Congress president Sonia Gandhi on Monday shot down Lok Sabha member Shashi Tharoor’s request to allow him to attend a CPM seminar, choosing to support the Kerala unit’s stand against the idea.
Although Tharoor said he was not going to praise the CPM, Sonia delivered a stern message: Listen to the Kerala leadership.
Tharoor and Congress veteran K.V. Thomas, a former Union minister from Kerala, later said they would honour Sonia’s decision and not attend the seminars at the upcoming CPM national congress to which they had been invited.
Both leaders had earlier dismissed a warning from Kerala Congress president K. Sudhakaran not to attend the seminars, arguing the event was not a state-level one and citing the Congress-CPM cooperation at the Centre.
Sonia issued her diktat at a meeting with Kerala MPs where the dominant opinion was that Tharoor’s participation at the CPM event would send out a wrong message at a time the Congress was locked in a fierce battle with the Pinarayi Vijayan government.
Tharoor, Thomas and Mani Shankar Aiyar from the Congress had been invited to speak at seminars to be held as part of the CPM national congress in Kannur from April 6 to 10.
While Thomas is seen as a disgruntled politician and Aiyar had once been suspended from the party, Tharoor is the sitting MP from Thiruvananthapuram and a prominent Congress face. He is also chief of the All India Professional Congress.
After Sudhakaran said on Sunday that all Congress leaders should stay away from CPM seminars or face disciplinary action, Tharoor had on Monday morning expressed willingness to attend the April 9 event he had been invited to.
“The invitation is for a national event and I must say that the concerns expressed will have to be taken seriously and I will await the guidance of the party high command,” he had told reporters outside the Parliament building.
“There is nothing related to Kerala in the invitation. I have been asked to address a question of Centre-state relations in a seminar alongside the Kerala chief minister and the Tamil Nadu chief minister. None of the controversial issues of Kerala are going to be addressed in this seminar.”
Sudhakaran had said that at a time when the CPM was inflicting agony on the people in the name of the semi-high-speed railway project K-Rail Silverline, the public would develop contempt towards Congress leaders if they participated in such seminars.
Tharoor believes in having a continuing political dialogue between adversaries. While he has consistently criticised the BJP’s policies, particularly the rise of communal hatred on Narendra Modi’s watch, he has often argued that political opposition cannot lead to a termination of social courtesies or appreciation of good work.
Recently on his birthday, he said he was touched and delighted to receive greetings from Prime Minister Modi and Union home minister Amit Shah.
Tharoor had responded warmly to everybody who greeted him but there were misgivings in the party about his enthusiastic response to the overtures from Modi and Shah.
While Sonia has endorsed the ban on attending the CPM event, she had herself hosted all the Opposition parties, including the Left, on multiple occasions to draw up strategies against the BJP.
Rahul Gandhi too has an excellent rapport with CPM general secretary Sitaram Yechury, whose election to the Rajya Sabha from Bengal the Congress had supported. The Congress had fought the Bengal Assembly elections in alliance with the Left when its Kerala unit was fighting ferociously to dislodge the CPM government.
Late on Monday, Tharoor issued a statement saying: “I respect her (Sonia’s) views on this matter and have conveyed to the organisers my inability to participate.”
He said he had been invited to a seminar at the CPM’s Kerala state committee meeting recently. “On that occasion also I had consulted the AICC president and a suitable decision was taken without any media controversy,” he said.
Thomas told The Telegraph: “I will honour the party president’s decision and will not be participating in the seminar.”
Thomas is believed to be unhappy at being denied a Rajya Sabha ticket. He had been invited to an April 7 seminar on the challenges faced by secularism.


Work order » Each entry needs to be copied exactly, with nothing left out.

Referring expression grounding data:
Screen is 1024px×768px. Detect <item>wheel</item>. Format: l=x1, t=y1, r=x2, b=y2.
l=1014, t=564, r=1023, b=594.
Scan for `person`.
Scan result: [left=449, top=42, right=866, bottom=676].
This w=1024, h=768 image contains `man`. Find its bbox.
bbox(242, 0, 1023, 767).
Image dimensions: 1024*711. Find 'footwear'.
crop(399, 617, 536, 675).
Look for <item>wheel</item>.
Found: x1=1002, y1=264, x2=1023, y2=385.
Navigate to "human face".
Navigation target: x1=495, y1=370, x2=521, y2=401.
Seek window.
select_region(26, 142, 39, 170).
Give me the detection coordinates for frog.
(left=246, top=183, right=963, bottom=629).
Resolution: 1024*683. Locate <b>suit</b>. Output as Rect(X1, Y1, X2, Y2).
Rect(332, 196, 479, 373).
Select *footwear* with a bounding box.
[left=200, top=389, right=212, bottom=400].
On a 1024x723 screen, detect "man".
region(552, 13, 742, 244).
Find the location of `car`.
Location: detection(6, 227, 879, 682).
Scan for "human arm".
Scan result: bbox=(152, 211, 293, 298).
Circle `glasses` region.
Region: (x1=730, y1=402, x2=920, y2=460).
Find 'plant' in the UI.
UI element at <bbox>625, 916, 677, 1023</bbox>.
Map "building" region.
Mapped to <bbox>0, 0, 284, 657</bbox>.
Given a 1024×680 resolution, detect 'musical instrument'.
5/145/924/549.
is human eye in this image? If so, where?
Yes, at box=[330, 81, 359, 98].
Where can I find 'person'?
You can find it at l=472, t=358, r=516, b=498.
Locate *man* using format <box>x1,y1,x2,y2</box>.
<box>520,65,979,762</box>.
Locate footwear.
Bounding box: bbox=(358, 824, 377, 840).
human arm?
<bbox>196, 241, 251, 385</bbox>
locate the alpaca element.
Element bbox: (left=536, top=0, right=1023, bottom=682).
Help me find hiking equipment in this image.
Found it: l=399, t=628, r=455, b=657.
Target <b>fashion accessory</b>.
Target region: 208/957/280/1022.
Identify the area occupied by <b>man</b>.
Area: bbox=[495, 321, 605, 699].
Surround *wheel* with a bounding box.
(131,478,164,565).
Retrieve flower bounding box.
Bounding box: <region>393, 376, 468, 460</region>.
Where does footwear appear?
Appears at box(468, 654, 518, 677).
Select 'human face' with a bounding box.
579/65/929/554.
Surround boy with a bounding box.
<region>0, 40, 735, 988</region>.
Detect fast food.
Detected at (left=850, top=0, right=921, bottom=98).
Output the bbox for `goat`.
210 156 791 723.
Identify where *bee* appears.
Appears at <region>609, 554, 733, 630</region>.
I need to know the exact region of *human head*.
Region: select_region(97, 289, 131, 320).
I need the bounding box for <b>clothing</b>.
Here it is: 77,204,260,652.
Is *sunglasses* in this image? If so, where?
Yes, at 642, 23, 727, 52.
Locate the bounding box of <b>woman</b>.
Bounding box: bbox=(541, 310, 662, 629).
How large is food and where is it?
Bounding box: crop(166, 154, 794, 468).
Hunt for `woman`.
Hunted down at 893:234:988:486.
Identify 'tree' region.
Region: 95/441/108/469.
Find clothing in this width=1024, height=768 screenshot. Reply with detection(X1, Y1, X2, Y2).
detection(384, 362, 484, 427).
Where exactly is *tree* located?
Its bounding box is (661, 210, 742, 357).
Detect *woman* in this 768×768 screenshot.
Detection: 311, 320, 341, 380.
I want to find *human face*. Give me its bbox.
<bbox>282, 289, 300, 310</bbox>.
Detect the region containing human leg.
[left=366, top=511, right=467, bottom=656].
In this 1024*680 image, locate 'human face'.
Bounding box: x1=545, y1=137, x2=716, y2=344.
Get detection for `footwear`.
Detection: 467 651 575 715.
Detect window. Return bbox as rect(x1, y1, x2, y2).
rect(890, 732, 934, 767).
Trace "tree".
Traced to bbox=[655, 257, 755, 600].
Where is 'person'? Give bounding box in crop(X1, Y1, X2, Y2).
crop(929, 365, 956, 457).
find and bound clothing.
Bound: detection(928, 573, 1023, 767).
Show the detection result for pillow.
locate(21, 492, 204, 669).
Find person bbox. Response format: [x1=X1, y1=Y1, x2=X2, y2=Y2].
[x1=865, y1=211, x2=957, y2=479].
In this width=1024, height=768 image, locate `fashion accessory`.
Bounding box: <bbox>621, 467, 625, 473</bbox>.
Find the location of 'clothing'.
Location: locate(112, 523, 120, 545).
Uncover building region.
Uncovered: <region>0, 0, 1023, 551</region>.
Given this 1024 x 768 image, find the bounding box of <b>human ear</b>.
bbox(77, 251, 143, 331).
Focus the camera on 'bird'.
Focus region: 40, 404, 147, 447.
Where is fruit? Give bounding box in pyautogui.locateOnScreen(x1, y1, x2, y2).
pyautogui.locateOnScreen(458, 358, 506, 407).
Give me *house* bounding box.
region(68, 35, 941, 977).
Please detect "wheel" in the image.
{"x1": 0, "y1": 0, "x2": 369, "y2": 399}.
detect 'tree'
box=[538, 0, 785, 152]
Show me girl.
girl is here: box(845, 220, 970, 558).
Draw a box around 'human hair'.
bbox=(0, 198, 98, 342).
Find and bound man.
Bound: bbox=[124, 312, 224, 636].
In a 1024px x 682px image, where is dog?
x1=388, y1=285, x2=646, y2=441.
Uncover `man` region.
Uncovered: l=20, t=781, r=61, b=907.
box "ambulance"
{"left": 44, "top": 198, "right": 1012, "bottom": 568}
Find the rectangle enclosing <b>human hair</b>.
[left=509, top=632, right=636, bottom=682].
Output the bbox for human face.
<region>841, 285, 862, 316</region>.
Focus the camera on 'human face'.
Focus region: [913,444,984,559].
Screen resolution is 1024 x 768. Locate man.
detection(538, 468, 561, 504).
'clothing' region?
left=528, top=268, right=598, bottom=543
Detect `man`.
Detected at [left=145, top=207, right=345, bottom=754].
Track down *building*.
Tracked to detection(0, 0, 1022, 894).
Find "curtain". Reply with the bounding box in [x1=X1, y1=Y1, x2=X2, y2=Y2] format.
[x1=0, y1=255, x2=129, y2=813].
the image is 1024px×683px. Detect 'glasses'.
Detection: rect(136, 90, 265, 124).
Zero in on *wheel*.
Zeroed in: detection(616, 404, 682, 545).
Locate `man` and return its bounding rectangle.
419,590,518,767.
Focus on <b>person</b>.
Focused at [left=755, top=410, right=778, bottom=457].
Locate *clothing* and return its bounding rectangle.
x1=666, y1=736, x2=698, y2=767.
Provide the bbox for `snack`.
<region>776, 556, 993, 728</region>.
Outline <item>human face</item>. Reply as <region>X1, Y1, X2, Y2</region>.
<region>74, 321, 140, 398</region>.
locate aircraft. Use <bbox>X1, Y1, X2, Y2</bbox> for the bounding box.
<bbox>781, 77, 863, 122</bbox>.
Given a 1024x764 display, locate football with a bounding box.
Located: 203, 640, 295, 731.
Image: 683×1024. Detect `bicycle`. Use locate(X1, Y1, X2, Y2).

Output of the task »
Screen is 1024px×768px. Detect <item>wheel</item>. Format: l=x1, t=y1, r=x2, b=y2.
l=1014, t=564, r=1023, b=594.
Scan for `person`.
Scan result: [left=449, top=42, right=866, bottom=676].
This w=1024, h=768 image contains `man`. Find its bbox.
bbox(242, 0, 1023, 767).
Image dimensions: 1024*711. Find 'footwear'.
crop(399, 617, 536, 675).
Look for <item>wheel</item>.
Found: x1=1002, y1=264, x2=1023, y2=385.
Navigate to "human face".
Navigation target: x1=495, y1=370, x2=521, y2=401.
Seek window.
select_region(26, 142, 39, 170).
Give me the detection coordinates for frog.
(left=246, top=183, right=963, bottom=629).
Resolution: 1024*683. Locate <b>suit</b>. Output as Rect(X1, Y1, X2, Y2).
Rect(332, 196, 479, 373).
Select *footwear* with a bounding box.
[left=200, top=389, right=212, bottom=400].
On a 1024x723 screen, detect "man".
region(552, 13, 742, 244).
Find the location of `car`.
Location: detection(6, 227, 879, 682).
Scan for "human arm".
Scan result: bbox=(152, 211, 293, 298).
Circle `glasses` region.
Region: (x1=730, y1=402, x2=920, y2=460).
Find 'plant' in the UI.
UI element at <bbox>625, 916, 677, 1023</bbox>.
Map "building" region.
Mapped to <bbox>0, 0, 284, 657</bbox>.
Given a 1024×680 resolution, detect 'musical instrument'.
5/145/924/549.
is human eye in this image? If so, where?
Yes, at box=[330, 81, 359, 98].
Where can I find 'person'?
You can find it at l=472, t=358, r=516, b=498.
Locate *man* using format <box>x1,y1,x2,y2</box>.
<box>520,65,979,762</box>.
Locate footwear.
Bounding box: bbox=(358, 824, 377, 840).
human arm?
<bbox>196, 241, 251, 385</bbox>
locate the alpaca element.
Element bbox: (left=536, top=0, right=1023, bottom=682).
Help me find hiking equipment in this image.
Found it: l=399, t=628, r=455, b=657.
Target <b>fashion accessory</b>.
Target region: 208/957/280/1022.
Identify the area occupied by <b>man</b>.
Area: bbox=[495, 321, 605, 699].
Surround *wheel* with a bounding box.
(131,478,164,565).
Retrieve flower bounding box.
Bounding box: <region>393, 376, 468, 460</region>.
Where does footwear appear?
Appears at box(468, 654, 518, 677).
Select 'human face' with a bounding box.
579/65/929/554.
Surround boy with a bounding box.
<region>0, 40, 735, 988</region>.
Detect fast food.
Detected at (left=850, top=0, right=921, bottom=98).
Output the bbox for `goat`.
210 156 791 723.
Identify where *bee* appears.
Appears at <region>609, 554, 733, 630</region>.
I need to know the exact region of *human head*.
Region: select_region(97, 289, 131, 320).
I need the bounding box for <b>clothing</b>.
Here it is: 77,204,260,652.
Is *sunglasses* in this image? If so, where?
Yes, at 642, 23, 727, 52.
Locate the bounding box of <b>woman</b>.
Bounding box: bbox=(541, 310, 662, 629).
How large is food and where is it?
Bounding box: crop(166, 154, 794, 468).
Hunt for `woman`.
Hunted down at 893:234:988:486.
Identify 'tree' region.
Region: 95/441/108/469.
Find clothing in this width=1024, height=768 screenshot. Reply with detection(X1, Y1, X2, Y2).
detection(384, 362, 484, 427).
Where exactly is *tree* located?
Its bounding box is (661, 210, 742, 357).
Detect *woman* in this 768×768 screenshot.
Detection: 311, 320, 341, 380.
I want to find *human face*. Give me its bbox.
<bbox>282, 289, 300, 310</bbox>.
Detect the region containing human leg.
[left=366, top=511, right=467, bottom=656].
In this 1024*680 image, locate 'human face'.
Bounding box: x1=545, y1=137, x2=716, y2=344.
Get detection for `footwear`.
Detection: 467 651 575 715.
Detect window. Return bbox as rect(x1, y1, x2, y2).
rect(890, 732, 934, 767).
Trace "tree".
Traced to bbox=[655, 257, 755, 600].
Where is 'person'? Give bounding box in crop(X1, Y1, X2, Y2).
crop(929, 365, 956, 457).
find and bound clothing.
Bound: detection(928, 573, 1023, 767).
Show the detection result for pillow.
locate(21, 492, 204, 669).
Find person bbox. Response format: [x1=X1, y1=Y1, x2=X2, y2=Y2].
[x1=865, y1=211, x2=957, y2=479].
In this width=1024, height=768 image, locate `fashion accessory`.
Bounding box: <bbox>621, 467, 625, 473</bbox>.
Find the location of 'clothing'.
Location: locate(112, 523, 120, 545).
Uncover building region.
Uncovered: <region>0, 0, 1023, 551</region>.
Given this 1024 x 768 image, find the bounding box of <b>human ear</b>.
bbox(77, 251, 143, 331).
Focus the camera on 'bird'.
Focus region: 40, 404, 147, 447.
Where is fruit? Give bounding box in pyautogui.locateOnScreen(x1, y1, x2, y2).
pyautogui.locateOnScreen(458, 358, 506, 407).
Give me *house* bounding box.
region(68, 35, 941, 977).
Please detect "wheel" in the image.
{"x1": 0, "y1": 0, "x2": 369, "y2": 399}.
detect 'tree'
box=[538, 0, 785, 152]
Show me girl.
girl is here: box(845, 220, 970, 558).
Draw a box around 'human hair'.
bbox=(0, 198, 98, 342).
Find and bound man.
Bound: bbox=[124, 312, 224, 636].
In a 1024px x 682px image, where is dog?
x1=388, y1=285, x2=646, y2=441.
Uncover `man` region.
Uncovered: l=20, t=781, r=61, b=907.
box "ambulance"
{"left": 44, "top": 198, "right": 1012, "bottom": 568}
Find the rectangle enclosing <b>human hair</b>.
[left=509, top=632, right=636, bottom=682].
Output the bbox for human face.
<region>841, 285, 862, 316</region>.
Focus the camera on 'human face'.
Focus region: [913,444,984,559].
Screen resolution is 1024 x 768. Locate man.
detection(538, 468, 561, 504).
'clothing' region?
left=528, top=268, right=598, bottom=543
Detect `man`.
Detected at [left=145, top=207, right=345, bottom=754].
Track down *building*.
Tracked to detection(0, 0, 1022, 894).
Find "curtain". Reply with the bounding box in [x1=X1, y1=Y1, x2=X2, y2=Y2] format.
[x1=0, y1=255, x2=129, y2=813].
the image is 1024px×683px. Detect 'glasses'.
Detection: rect(136, 90, 265, 124).
Zero in on *wheel*.
Zeroed in: detection(616, 404, 682, 545).
Locate `man` and return its bounding rectangle.
419,590,518,767.
Focus on <b>person</b>.
Focused at [left=755, top=410, right=778, bottom=457].
Locate *clothing* and return its bounding rectangle.
x1=666, y1=736, x2=698, y2=767.
Provide the bbox for `snack`.
<region>776, 556, 993, 728</region>.
Outline <item>human face</item>. Reply as <region>X1, Y1, X2, Y2</region>.
<region>74, 321, 140, 398</region>.
locate aircraft. Use <bbox>X1, Y1, X2, Y2</bbox> for the bounding box.
<bbox>781, 77, 863, 122</bbox>.
Given a 1024x764 display, locate football with a bounding box.
Located: 203, 640, 295, 731.
Image: 683×1024. Detect `bicycle`. Use locate(X1, Y1, X2, Y2).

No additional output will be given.